The object of this text is to present a systematic approach to the solution of problems of this
type. This chapter presents basic techniques for expressing the values of system variables and for

setting up and solving equations that relate these variables. In Chapter 3 we discuss the variables of
specific concern in process analysis—temperatures, pressures, chemical compositions, and
amounts or flow rates of process streams—describing how they are defined, calculated, and,
in some cases, measured. Parts Two and Three of the book deal with the laws of conservation of
mass and energy, which relate the inputs and outputs of manufacturing systems, power plants, and
the human body. The laws of nature constitute the underlying structure of all process design and
analysis, including the techniques we present in the book.

2.0

LEARNING OBJECTIVES
After completing this chapter, you should be able to do the following:
• Convert a quantity expressed in one set of units into its equivalent in any other dimensionally
consistent units using appropriate conversion factors. [For example, convert a heat flux of
235 kJ/(m2 s) into its equivalent in Btu/(ft2 h).]
• Identify the units commonly used to express both mass and weight in SI, CGS, and U.S.
customary units. Calculate weights from given masses in either natural units (e.g., kgm/s2 or
lbm ft/s2) or defined units (N, lbf).
• Identify the number of significant figures in a given value expressed in either decimal or
scientific notation and state the precision with which the value is known based on its significant
figures.

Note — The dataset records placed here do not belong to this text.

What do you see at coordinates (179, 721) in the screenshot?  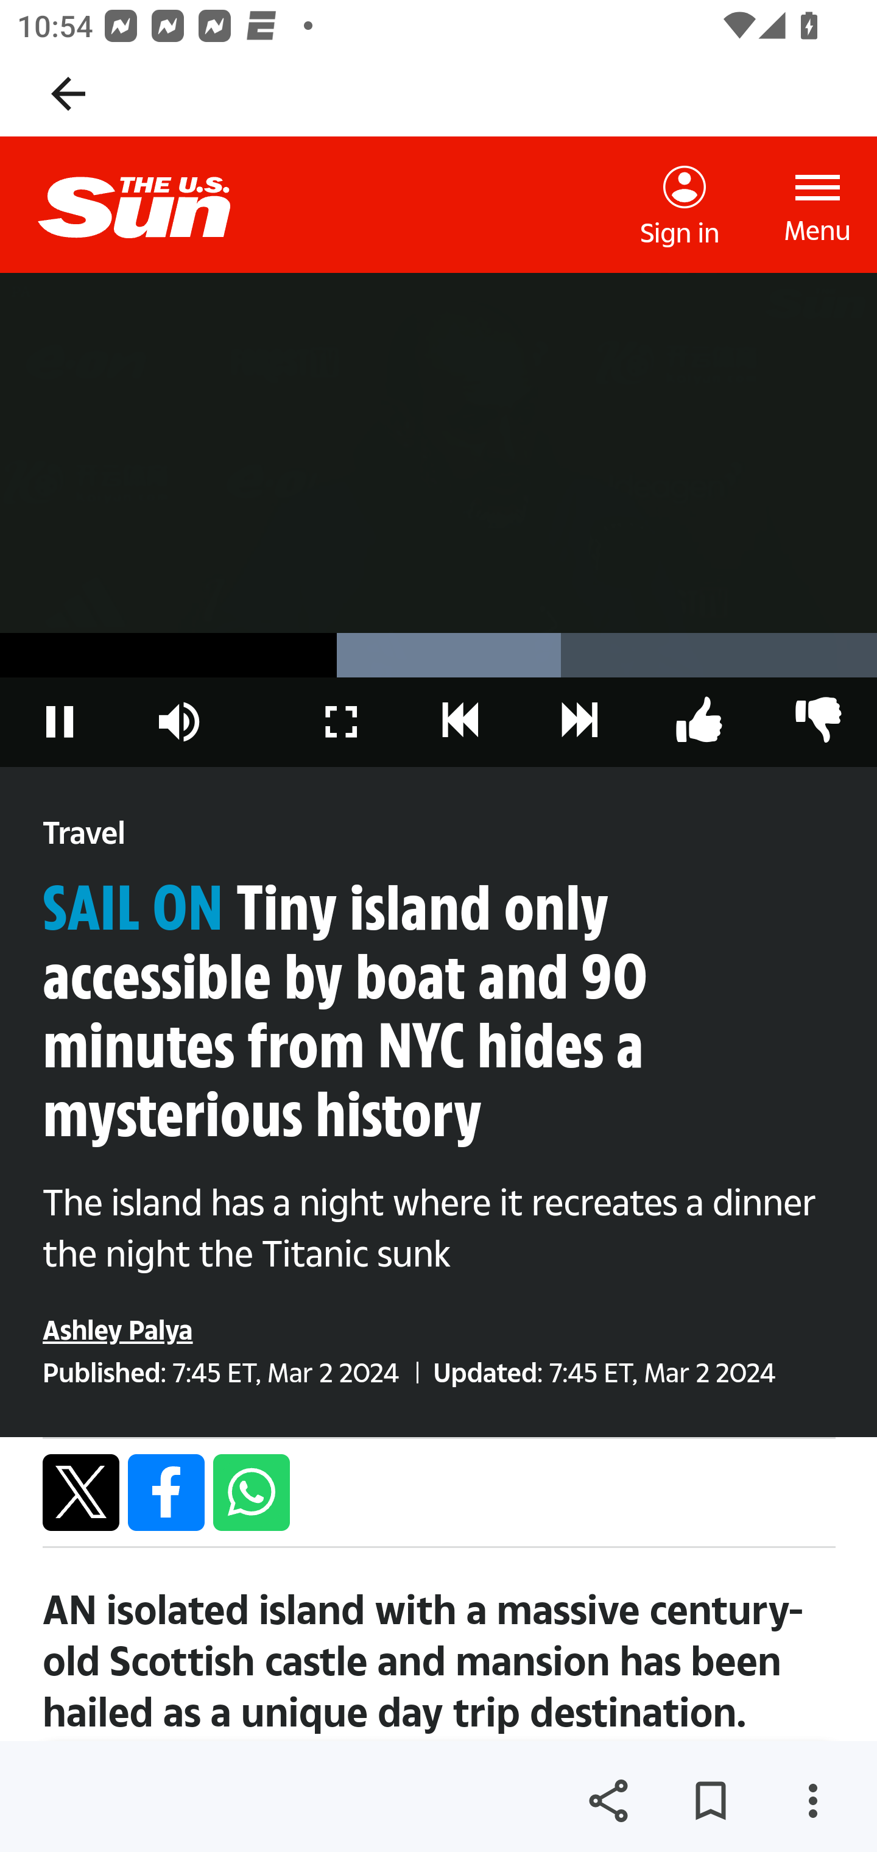 I see `Mute` at bounding box center [179, 721].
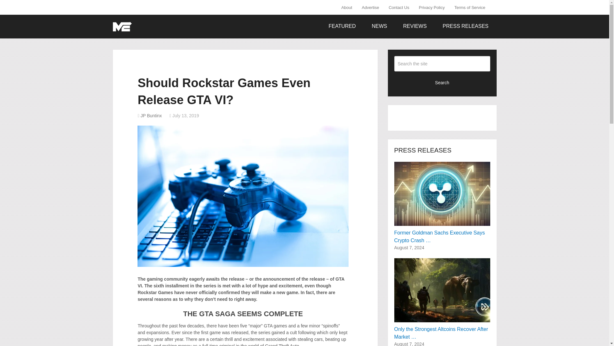 Image resolution: width=614 pixels, height=346 pixels. Describe the element at coordinates (432, 7) in the screenshot. I see `Privacy Policy` at that location.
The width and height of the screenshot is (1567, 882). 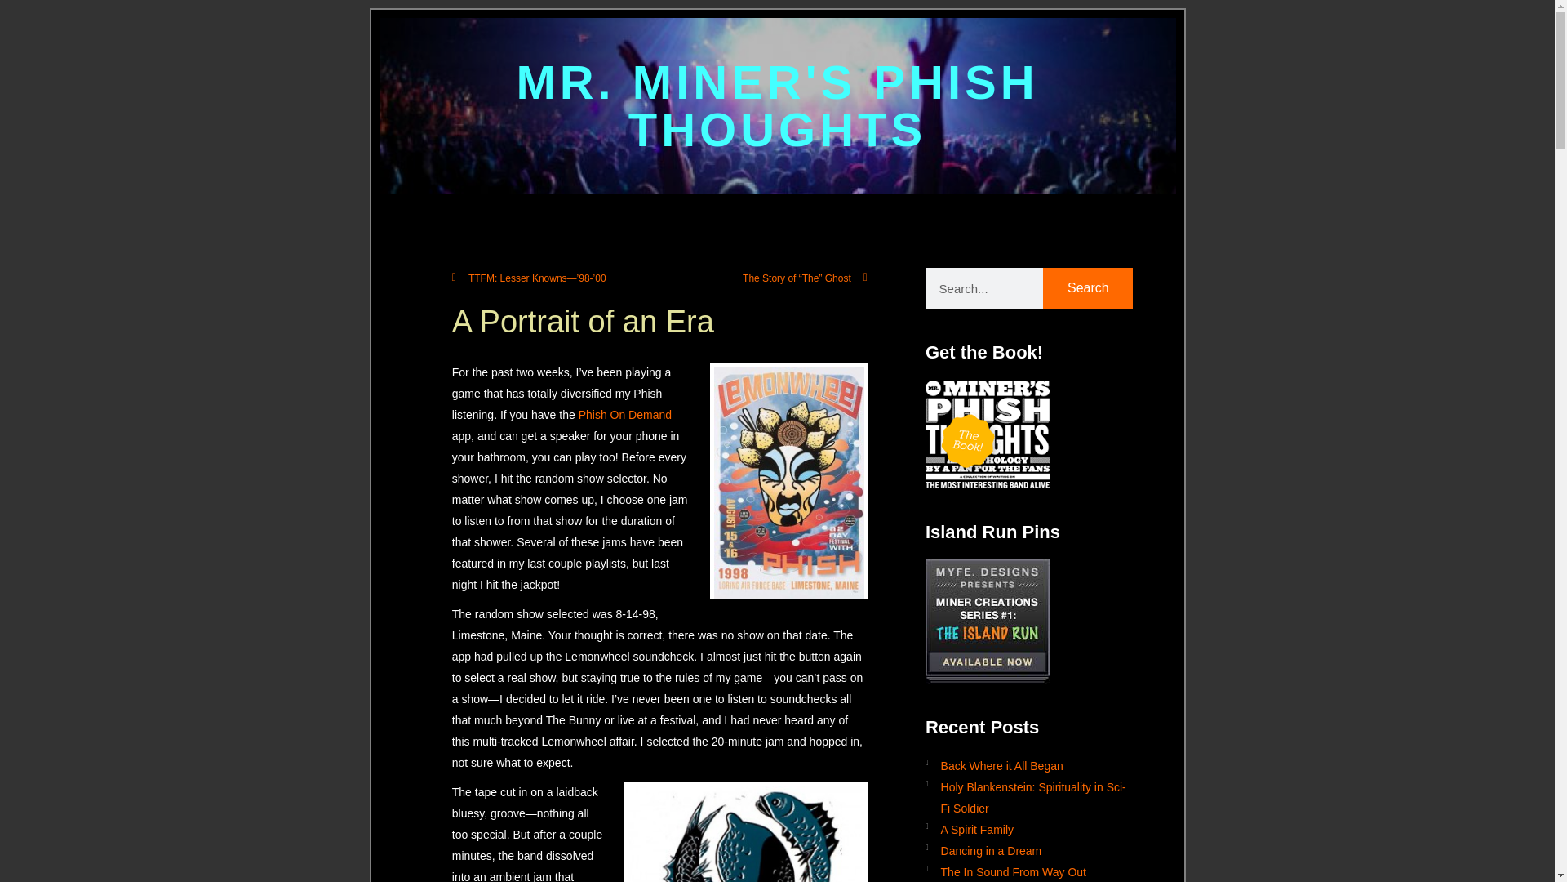 What do you see at coordinates (625, 415) in the screenshot?
I see `Phish On Demand` at bounding box center [625, 415].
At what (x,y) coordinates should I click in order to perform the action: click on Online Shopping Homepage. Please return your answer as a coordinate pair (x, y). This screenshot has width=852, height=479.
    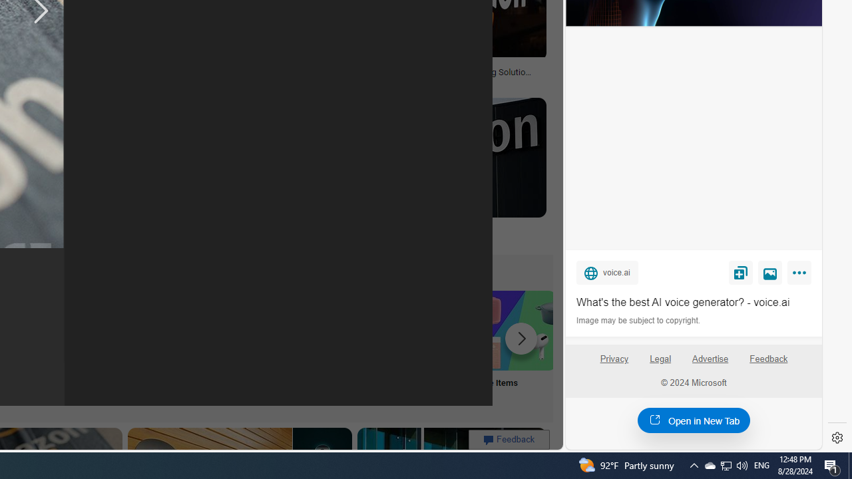
    Looking at the image, I should click on (165, 347).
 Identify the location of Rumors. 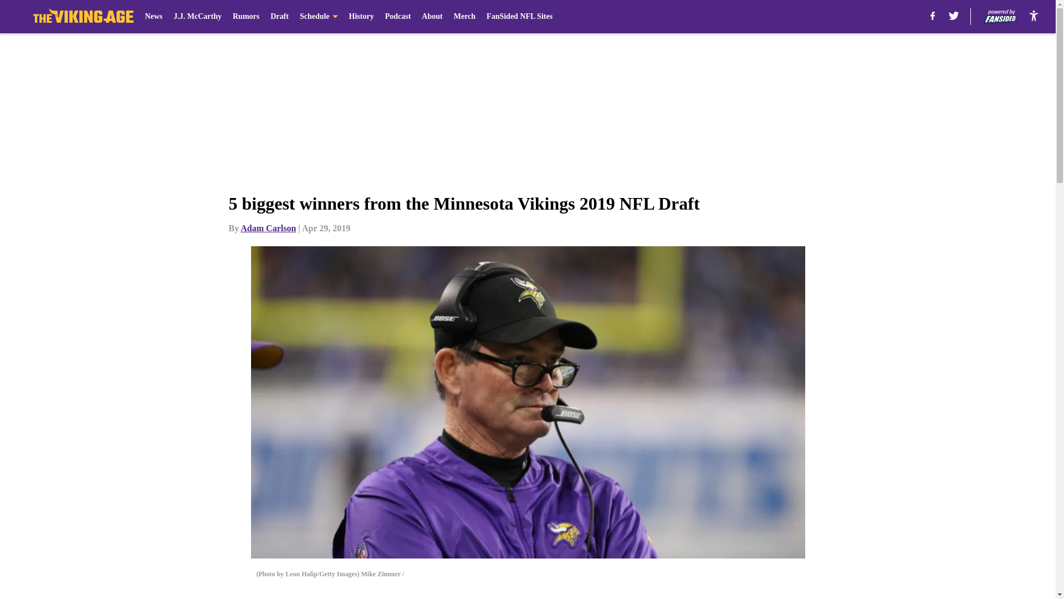
(246, 17).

Determine the correct number of significant figures in the result of a series of arithmetic
operations (adding, subtracting, multiplying, and dividing).
• Validate a quantitative problem solution by applying back-substitution, order-of-magnitude
estimation, and the test of reasonableness.
• Given a set of measured values, calculate the sample mean, range, sample variance, and sample
standard deviation. Explain in your own words what each of the calculated quantities means
and why it is important.

1
When we refer to chemical engineering, we intend to encompass all aspects of a discipline that includes applications in

biology as well as a number of other fields.